Three forms of digital money, three different liabilities
Not all digital money is the same. The differences are not technical. They are legal.
Tokenized deposits are bank deposit liabilities recorded on a blockchain. The holder has a claim on the issuing bank, exactly like a traditional deposit. That claim carries FDIC insurance up to $250,000, sits under Basel capital requirements, and has access to the Federal Reserve's lender-of-last-resort window. The bank-client relationship is preserved. As Forbes contributor Zennon Kapron put it, tokenized deposits "wrap an existing commercial-bank liability in a cryptographic shell" where "the token inherits deposit insurance, Basel capital and lender-of-last-resort support" (Forbes, May 2025).
Think of it this way: your bank balance is already a digital number on a database. A tokenized deposit makes that same number portable on a blockchain, programmable via smart contracts, and available 24/7. The underlying obligation has not changed.
Stablecoins are different. They are bearer instruments. Possession of the token equals ownership, like physical cash. USDC, USDT, and PayPal's PYUSD are backed by segregated reserves, typically short-dated US Treasuries, held in bankruptcy-remote trusts. Under the US GENIUS Act (signed July 2025), issuers must maintain those reserves and submit to regular audits (Banking Exchange, Jan 2026). But they do not carry FDIC insurance, and the holder has no claim on any bank's balance sheet.
CBDCs, or central bank digital currencies, are a third category. Retail CBDCs like China's e-CNY (which reached 14 trillion yuan, about $2 trillion, in cumulative transactions by September 2025) function as digital cash issued by the central bank itself (Deutsche Bank / FintechNews, May 2026). Wholesale CBDCs, still largely in pilot, would be the central bank equivalent of reserve balances, used for interbank settlement.

Banks are building. But what exactly?
American Banker reported in April 2026 that 19 of the top 50 US banks are developing tokenized deposit strategies, compared to 15 developing stablecoin strategies. Four are doing both (American Banker, Apr 2026).
That 19 versus 15 number has been quoted as evidence that banks are choosing one rail over the other. The reality is more layered. Banks are not choosing sides. They are building infrastructure that lets them operate on multiple rails simultaneously, because different corporate clients need different things.
The Banking Exchange practical guide from January 2026 laid out a useful framework that most coverage misses. Tokenized deposits are not one thing. They come in three distinct models, each with very different capabilities:
Flavor 1: Intrabank settlement networks. These are systems like CUBIX, Signet, and SEN, where a single bank moves digital value between its own accounts. The blockchain element is minimal. These are essentially faster book-entry transfers, internal databases with cryptographic verification bolted on. They work within one bank's balance sheet and cannot move value to another institution.

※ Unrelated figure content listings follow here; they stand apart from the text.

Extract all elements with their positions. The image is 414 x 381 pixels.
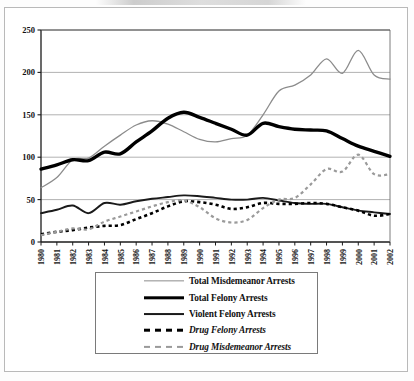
legend-swatch-icon <box>144 309 184 319</box>
legend-swatch-icon <box>144 276 184 286</box>
legend-item: Violent Felony Arrests <box>96 306 317 322</box>
legend-swatch-icon <box>144 325 184 335</box>
legend-item: Drug Misdemeanor Arrests <box>96 339 317 355</box>
x-axis-tick-label: 1985 <box>117 249 126 265</box>
x-axis-tick-label: 1987 <box>148 249 157 265</box>
legend-item: Drug Felony Arrests <box>96 322 317 338</box>
x-axis-tick-label: 1981 <box>53 249 62 265</box>
x-axis-tick-label: 1989 <box>180 249 189 265</box>
x-axis-tick-label: 1984 <box>101 249 110 265</box>
x-axis-tick-label: 1980 <box>37 249 46 265</box>
x-axis-tick-label: 1982 <box>69 249 78 265</box>
x-axis-tick-label: 1988 <box>164 249 173 265</box>
y-axis-tick-label: 0 <box>31 237 35 247</box>
x-axis-tick-label: 1991 <box>212 249 221 265</box>
legend-item-label: Drug Misdemeanor Arrests <box>189 342 291 352</box>
legend-item-label: Total Felony Arrests <box>189 293 268 303</box>
chart-screenshot: 0501001502002501980198119821983198419851… <box>0 0 414 381</box>
legend-swatch-icon <box>144 342 184 352</box>
y-axis-tick-label: 50 <box>27 195 36 205</box>
x-axis-tick-label: 1992 <box>228 249 237 265</box>
y-axis-tick-label: 200 <box>22 67 35 77</box>
chart-legend: Total Misdemeanor ArrestsTotal Felony Ar… <box>95 272 318 354</box>
y-axis-tick-label: 250 <box>22 25 35 35</box>
x-axis-tick-label: 1998 <box>323 249 332 265</box>
legend-item: Total Felony Arrests <box>96 289 317 305</box>
y-axis-tick-label: 150 <box>22 110 35 120</box>
legend-item: Total Misdemeanor Arrests <box>96 273 317 289</box>
x-axis-tick-label: 1996 <box>291 249 300 265</box>
x-axis-tick-label: 1994 <box>259 249 268 265</box>
x-axis-tick-label: 2000 <box>355 249 364 265</box>
x-axis-tick-label: 1997 <box>307 249 316 265</box>
x-axis-tick-label: 1986 <box>132 249 141 265</box>
legend-swatch-icon <box>144 293 184 303</box>
legend-item-label: Total Misdemeanor Arrests <box>189 276 295 286</box>
x-axis-tick-label: 1999 <box>339 249 348 265</box>
x-axis-tick-label: 1993 <box>244 249 253 265</box>
x-axis-tick-label: 1995 <box>275 249 284 265</box>
legend-item-label: Violent Felony Arrests <box>189 309 276 319</box>
x-axis-tick-label: 1983 <box>85 249 94 265</box>
x-axis-tick-label: 2002 <box>386 249 395 265</box>
x-axis-tick-label: 2001 <box>370 249 379 265</box>
y-axis-tick-label: 100 <box>22 152 35 162</box>
legend-item-label: Drug Felony Arrests <box>189 325 266 335</box>
x-axis-tick-label: 1990 <box>196 249 205 265</box>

Flavor 2: Intrabank blockchain deposits. JPMorgan's JPMD, deployed on Coinbase's Base (an Ethereum Layer 2) in November 2025, is the clearest example (JPMorgan, Nov 2025). This is a real blockchain-based deposit token, with near-instant 24/7 settlement, but it only works within JPMorgan's client base.

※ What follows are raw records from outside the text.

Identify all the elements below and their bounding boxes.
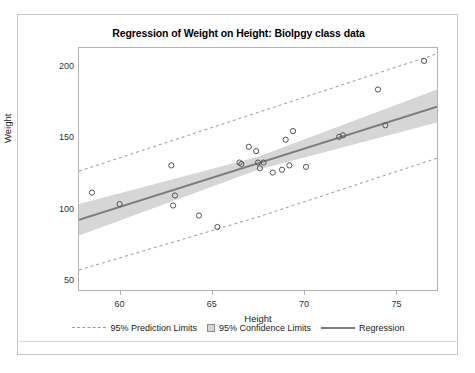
legend-label-regression: Regression: [359, 323, 405, 333]
legend-label-prediction-limits: 95% Prediction Limits: [110, 323, 197, 333]
y-tick-label: 200: [59, 61, 74, 71]
x-axis-ticks: 60657075: [78, 291, 438, 313]
legend-item-regression: Regression: [321, 323, 405, 333]
data-point: [171, 203, 176, 208]
y-axis-label: Weight: [2, 114, 13, 143]
chart-card: Regression of Weight on Height: Biolpgy …: [17, 14, 458, 355]
x-tick-mark: [120, 291, 121, 295]
y-tick-label: 100: [59, 204, 74, 214]
data-point: [303, 164, 308, 169]
shaded-box-icon: [207, 324, 215, 332]
y-axis-ticks: 50100150200: [40, 47, 74, 291]
data-point: [246, 144, 251, 149]
x-tick-mark: [304, 291, 305, 295]
plot-area: [78, 47, 438, 291]
legend-label-confidence-limits: 95% Confidence Limits: [219, 323, 311, 333]
data-point: [421, 58, 426, 63]
chart-legend: 95% Prediction Limits 95% Confidence Lim…: [18, 323, 459, 333]
data-point: [283, 137, 288, 142]
data-point: [279, 167, 284, 172]
x-tick-mark: [212, 291, 213, 295]
legend-item-confidence-limits: 95% Confidence Limits: [207, 323, 311, 333]
data-point: [287, 163, 292, 168]
data-point: [375, 87, 380, 92]
data-point: [196, 213, 201, 218]
dashed-line-icon: [72, 327, 106, 329]
x-tick-label: 70: [299, 299, 309, 309]
data-point: [270, 170, 275, 175]
y-tick-label: 150: [59, 132, 74, 142]
x-tick-label: 75: [391, 299, 401, 309]
solid-line-icon: [321, 327, 355, 329]
plot-svg: [79, 48, 437, 290]
chart-title: Regression of Weight on Height: Biolpgy …: [18, 27, 459, 39]
x-tick-label: 60: [115, 299, 125, 309]
data-point: [254, 149, 259, 154]
legend-item-prediction-limits: 95% Prediction Limits: [72, 323, 197, 333]
data-point: [290, 128, 295, 133]
data-point: [89, 190, 94, 195]
x-tick-mark: [396, 291, 397, 295]
x-tick-label: 65: [207, 299, 217, 309]
y-tick-label: 50: [64, 275, 74, 285]
data-point: [169, 163, 174, 168]
legend-divider: [19, 341, 458, 342]
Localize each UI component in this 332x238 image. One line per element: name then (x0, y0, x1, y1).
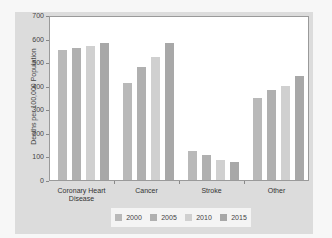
y-tick-mark (46, 134, 49, 135)
legend-item-2015: 2015 (220, 214, 247, 221)
plot-area (49, 16, 309, 181)
bar (216, 160, 225, 180)
x-tick-mark (179, 181, 180, 184)
y-tick-mark (46, 87, 49, 88)
bar (253, 98, 262, 181)
y-tick-mark (46, 181, 49, 182)
y-tick-label: 200 (22, 130, 44, 138)
legend: 2000 2005 2010 2015 (111, 208, 251, 227)
y-tick-label: 300 (22, 106, 44, 114)
bar (267, 90, 276, 180)
y-tick-mark (46, 110, 49, 111)
legend-swatch (220, 214, 227, 221)
y-tick-mark (46, 16, 49, 17)
bar (100, 43, 109, 180)
bar (72, 48, 81, 180)
bar (202, 155, 211, 180)
x-tick-label: Other (242, 187, 312, 195)
y-tick-label: 400 (22, 83, 44, 91)
y-tick-label: 700 (22, 12, 44, 20)
y-tick-mark (46, 40, 49, 41)
bar (188, 151, 197, 180)
legend-swatch (115, 214, 122, 221)
bar (281, 86, 290, 180)
bar (151, 57, 160, 180)
y-tick-label: 600 (22, 36, 44, 44)
legend-label: 2010 (196, 214, 212, 221)
legend-item-2000: 2000 (115, 214, 142, 221)
bar (123, 83, 132, 180)
bar (137, 67, 146, 180)
legend-swatch (185, 214, 192, 221)
y-tick-mark (46, 157, 49, 158)
legend-label: 2005 (161, 214, 177, 221)
y-tick-mark (46, 63, 49, 64)
bar (295, 76, 304, 180)
bar (86, 46, 95, 180)
x-tick-label: Cancer (112, 187, 182, 195)
y-tick-label: 0 (22, 177, 44, 185)
x-tick-label: Stroke (177, 187, 247, 195)
legend-label: 2015 (231, 214, 247, 221)
y-tick-label: 100 (22, 153, 44, 161)
x-tick-mark (114, 181, 115, 184)
legend-swatch (150, 214, 157, 221)
bar (58, 50, 67, 180)
legend-item-2005: 2005 (150, 214, 177, 221)
x-tick-label: Coronary HeartDisease (47, 187, 117, 203)
bar (165, 43, 174, 180)
legend-label: 2000 (126, 214, 142, 221)
y-tick-label: 500 (22, 59, 44, 67)
legend-item-2010: 2010 (185, 214, 212, 221)
bar (230, 162, 239, 180)
x-tick-mark (244, 181, 245, 184)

Flavor 3: Interbank tokenized deposits. A deposit token issued by JPMorgan could be sent to, and redeemed by, a Citi client, atomically, on-chain. As of 2026, a production-grade interbank model does not yet exist in the US market (Banking Exchange, Jan 2026).
The gap between Flavor 2 and Flavor 3 is the entire story.

The interbank gap
Why is interbank tokenized settlement so hard? The problem is not the blockchain. The problem is the reserve system.

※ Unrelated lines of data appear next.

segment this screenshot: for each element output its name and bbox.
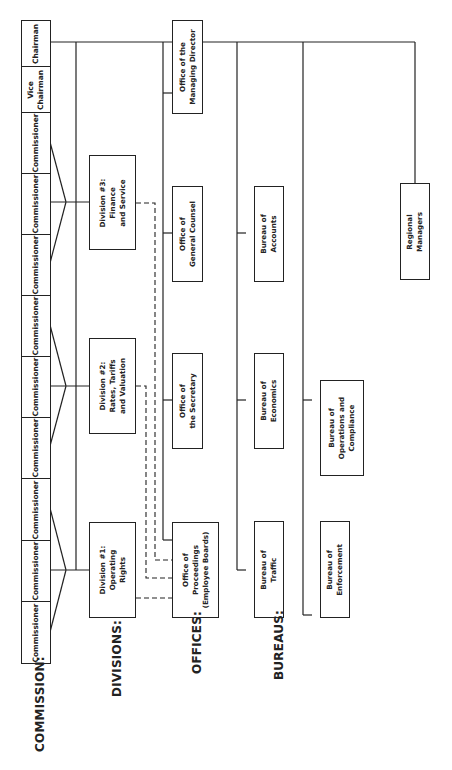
division-3-box: Division #3: Finance and Service — [89, 155, 136, 250]
chairman-box: Chairman — [21, 20, 51, 67]
commissioner-label: Commissioner — [31, 236, 41, 295]
commissioner-label: Commissioner — [31, 480, 41, 539]
bureau-economics-label: Bureau of Economics — [259, 380, 279, 423]
connector-lines — [0, 0, 452, 770]
bureau-accounts-label: Bureau of Accounts — [259, 214, 279, 254]
level-label-divisions: DIVISIONS: — [110, 620, 124, 697]
commissioner-label: Commissioner — [31, 175, 41, 234]
bureau-traffic-label: Bureau of Traffic — [259, 550, 279, 590]
bureau-operations-label: Bureau of Operations and Compliance — [327, 397, 357, 459]
office-secretary-box: Office of the Secretary — [172, 353, 203, 449]
division-2-label: Division #2: Rates, Tariffs and Valuatio… — [98, 358, 128, 414]
commissioner-box: Commissioner — [21, 601, 51, 664]
level-label-commission: COMMISSION: — [33, 656, 47, 752]
division-1-box: Division #1: Operating Rights — [89, 522, 136, 618]
division-3-label: Division #3: Finance and Service — [98, 178, 128, 227]
commissioner-label: Commissioner — [31, 419, 41, 478]
regional-managers-label: Regional Managers — [405, 212, 425, 252]
commissioner-box: Commissioner — [21, 478, 51, 541]
commissioner-label: Commissioner — [31, 114, 41, 173]
commissioner-box: Commissioner — [21, 417, 51, 479]
office-secretary-label: Office of the Secretary — [178, 373, 198, 428]
office-general-counsel-label: Office of General Counsel — [178, 201, 198, 267]
bureau-operations-box: Bureau of Operations and Compliance — [320, 380, 364, 476]
chairman-label: Chairman — [31, 24, 41, 64]
division-2-box: Division #2: Rates, Tariffs and Valuatio… — [89, 338, 136, 434]
commissioner-box: Commissioner — [21, 173, 51, 235]
level-label-offices: OFFICES: — [190, 611, 204, 674]
level-label-bureaus: BUREAUS: — [272, 610, 286, 680]
commissioner-box: Commissioner — [21, 234, 51, 296]
bureau-accounts-box: Bureau of Accounts — [254, 186, 284, 282]
office-general-counsel-box: Office of General Counsel — [172, 186, 203, 282]
commissioner-box: Commissioner — [21, 540, 51, 602]
commissioner-label: Commissioner — [31, 297, 41, 356]
commissioner-label: Commissioner — [31, 603, 41, 662]
office-managing-director-box: Office of the Managing Director — [172, 20, 203, 114]
office-proceedings-box: Office of Proceedings (Employee Boards) — [172, 522, 219, 618]
bureau-economics-box: Bureau of Economics — [254, 353, 284, 449]
vice-chairman-label: Vice Chairman — [26, 70, 46, 110]
bureau-traffic-box: Bureau of Traffic — [254, 521, 284, 618]
commissioner-label: Commissioner — [31, 358, 41, 417]
regional-managers-box: Regional Managers — [400, 183, 430, 280]
commissioner-box: Commissioner — [21, 112, 51, 174]
commissioner-box: Commissioner — [21, 356, 51, 418]
vice-chairman-box: Vice Chairman — [21, 66, 51, 113]
commissioner-label: Commissioner — [31, 542, 41, 601]
org-chart: Chairman Vice Chairman Commissioner Comm… — [0, 0, 452, 770]
office-managing-director-label: Office of the Managing Director — [178, 29, 198, 104]
office-proceedings-label: Office of Proceedings (Employee Boards) — [181, 532, 211, 609]
commissioner-box: Commissioner — [21, 295, 51, 357]
bureau-enforcement-box: Bureau of Enforcement — [320, 521, 350, 618]
division-1-label: Division #1: Operating Rights — [98, 546, 128, 595]
bureau-enforcement-label: Bureau of Enforcement — [325, 544, 345, 596]
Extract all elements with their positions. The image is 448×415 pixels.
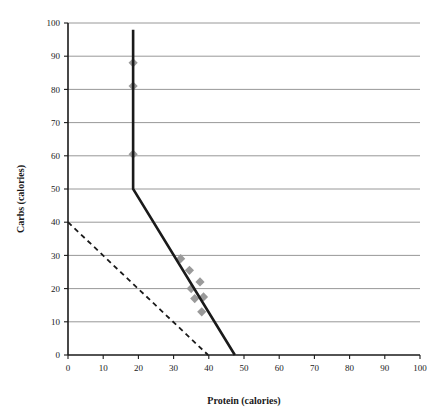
y-tick-label-90: 90 [51,51,61,61]
y-tick-label-50: 50 [51,184,61,194]
x-tick-label-10: 10 [99,363,109,373]
y-tick-label-0: 0 [56,350,61,360]
scatter-plot-figure: 0102030405060708090100 01020304050607080… [0,0,448,415]
y-axis-title: Carbs (calories) [15,165,27,233]
x-tick-label-70: 70 [310,363,320,373]
y-tick-label-40: 40 [51,217,61,227]
x-tick-label-60: 60 [275,363,285,373]
x-tick-label-50: 50 [240,363,250,373]
x-tick-label-30: 30 [169,363,179,373]
y-tick-label-80: 80 [51,85,61,95]
chart-container: 0102030405060708090100 01020304050607080… [0,0,448,415]
x-axis-title: Protein (calories) [207,395,280,407]
y-tick-label-10: 10 [51,317,61,327]
x-tick-label-0: 0 [66,363,71,373]
x-tick-label-20: 20 [134,363,144,373]
x-tick-label-100: 100 [413,363,427,373]
y-tick-label-30: 30 [51,251,61,261]
x-tick-label-90: 90 [380,363,390,373]
x-tick-label-80: 80 [345,363,355,373]
y-tick-label-60: 60 [51,151,61,161]
y-tick-label-70: 70 [51,118,61,128]
x-tick-label-40: 40 [204,363,214,373]
y-tick-label-100: 100 [47,18,61,28]
y-tick-label-20: 20 [51,284,61,294]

When Bank A sends money to Bank B today, the actual settlement happens through the Federal Reserve's Fedwire or a clearinghouse. Bank A's reserve account at the Fed is debited. Bank B's reserve account is credited. This is settlement finality backed by the central bank.
Tokenized deposits do not bypass this. When a tokenized deposit moves from JPMorgan to Citi, the underlying liability still needs to settle through the reserve system. The blockchain makes the token transfer instant, but the reserve settlement behind it still operates on banking hours and depends on pre-funded balances at the central bank.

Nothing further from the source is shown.